Eventually, Mr. Palmer said, he believes remote deposit will catch on in his market as more customers warm to it.

Remote deposit is not the only hot technology for bankers — 53% said that they have implemented imaging technology to help them take advantage of the Check Clearing for the 21st Century Act, which makes it easier for banks to clear checks electronically and reduce float time. Twenty-three percent said they will implement such technology this year, and another 10% plan to do so next year.

Among the survey's other findings:

o Thirty-four percent of the respondents said they had been affected by a third-party's data security breach, and 5% said they had a breach of their own.

o Thirty-four percent let their employees carry laptops containing customer information off the premises; among those respondents, 76% encrypt the information, 31% use physical locking devices, 20% use software that turns the laptop into a "dumb terminal," and 7% have software that shuts down and locates a stolen computer. (Respondents could choose multiple answers.)

Funding seems to be increasingly tough for bankers; 38% said that they have increased Federal Home Loan Bank borrowings over the last year, and 35% said they are using more brokered funds than they did five years ago. However, 47% said they have never used them.

Interestingly, deposits from health savings accounts have not panned out as well as supporters — namely the Bush administration — had predicted, Mr. Cocheo said. While a third of the banks surveyed offered such accounts, 83% of those banks said that they have not been a good source of deposits. Mr. Cocheo said that it may take time for account balances to add up.

Branching is as important as it ever was — 78% of the bankers said it will remain community banks' main source of growth, or roughly the same percentage who said the same thing in last year's survey.

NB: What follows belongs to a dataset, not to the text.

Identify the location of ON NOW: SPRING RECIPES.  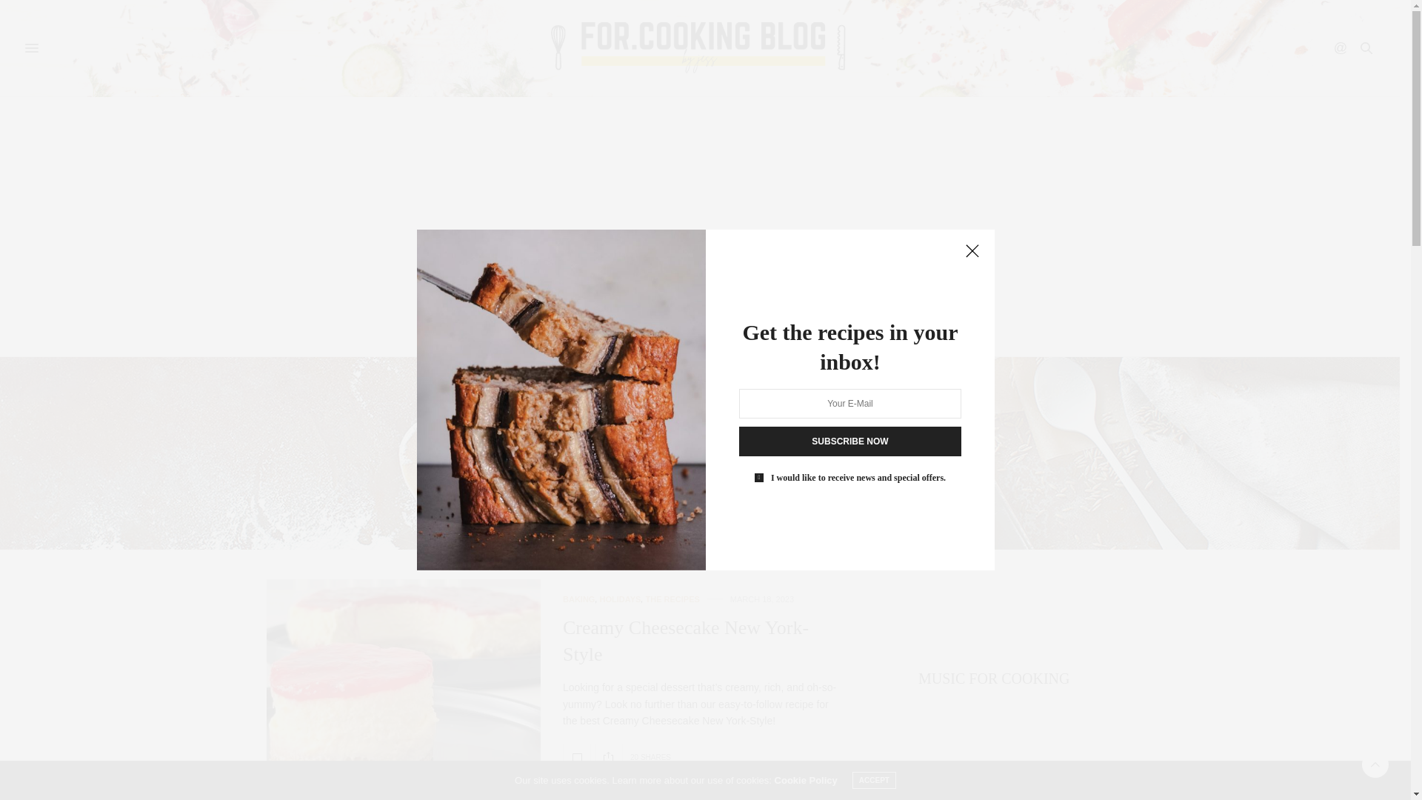
(829, 337).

As far as branch convenience, 77% banks had branches that were open Saturdays, but only 5.4%, mainly in the Northeast and the Middle Atlantic, had Sunday hours. Four in 10 banks in the Northeast were open evenings, while hardly any bank in the West had evening hours. Overall, 23% of the respondents had evening hours.

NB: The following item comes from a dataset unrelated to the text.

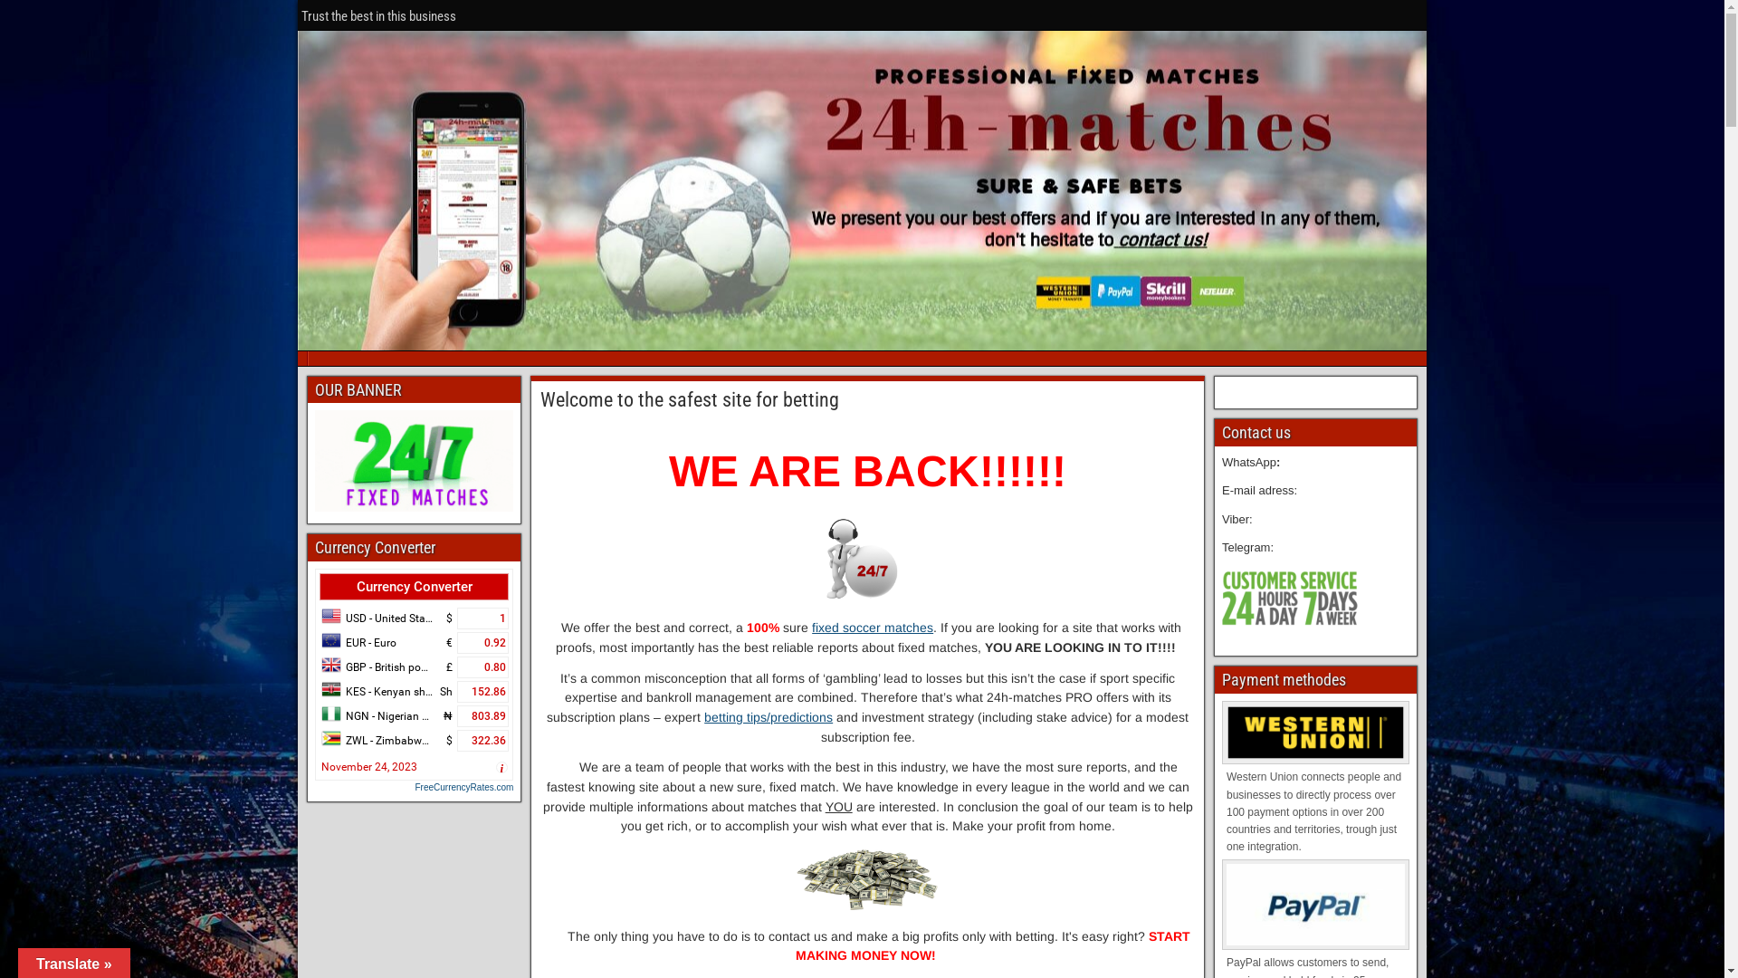 This screenshot has width=1738, height=978. I want to click on fixed soccer matches, so click(873, 627).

As in previous years, bankers are having a tougher time finding qualified compliance officers, business lenders, information technology officers, and trust officers. But topping the list this year is chief risk officer (a new category), with 94% of the respondents saying that it was hard or very hard to find a qualified one in their market.

Mr. Cocheo said that the ABA added the category because more banks are creating the position to oversee "enterprise risk management." Regulators are increasingly urging banks to identify, measure, and manage a range of risks — including credit, market, operational, and liquidity — and aggregate and correlate them across business lines.

When asked regulators' biggest focus during their last bank exam, 52% of respondents said it was the Bank Secrecy Act, 27% said commercial real estate concentrations, 4% said capital ratios, and 18% said "other." Slightly more than half the bankers said regulators had put some emphasis on enterprise risk management, while nearly a third said that there was a "great deal" of emphasis.

Overall, 23% said that their last exam last year was harder than the one before, 11% said it was easier, and 67% said it was about the same.

Bankers were also asked about their expectations for the coming year. (The survey was conducted last fall.) The bankers were split roughly evenly on whether their funding situation would be harder or stay the same; only 4% said that it would be easier.

Twenty-four percent said that loan growth would be higher, 20% said that it would be lower, and 56% said it would remain the same.

Mr. Cocheo said that a link to the full survey will be available Thursday on the ABA Banking Journal's site, www.ababj.com.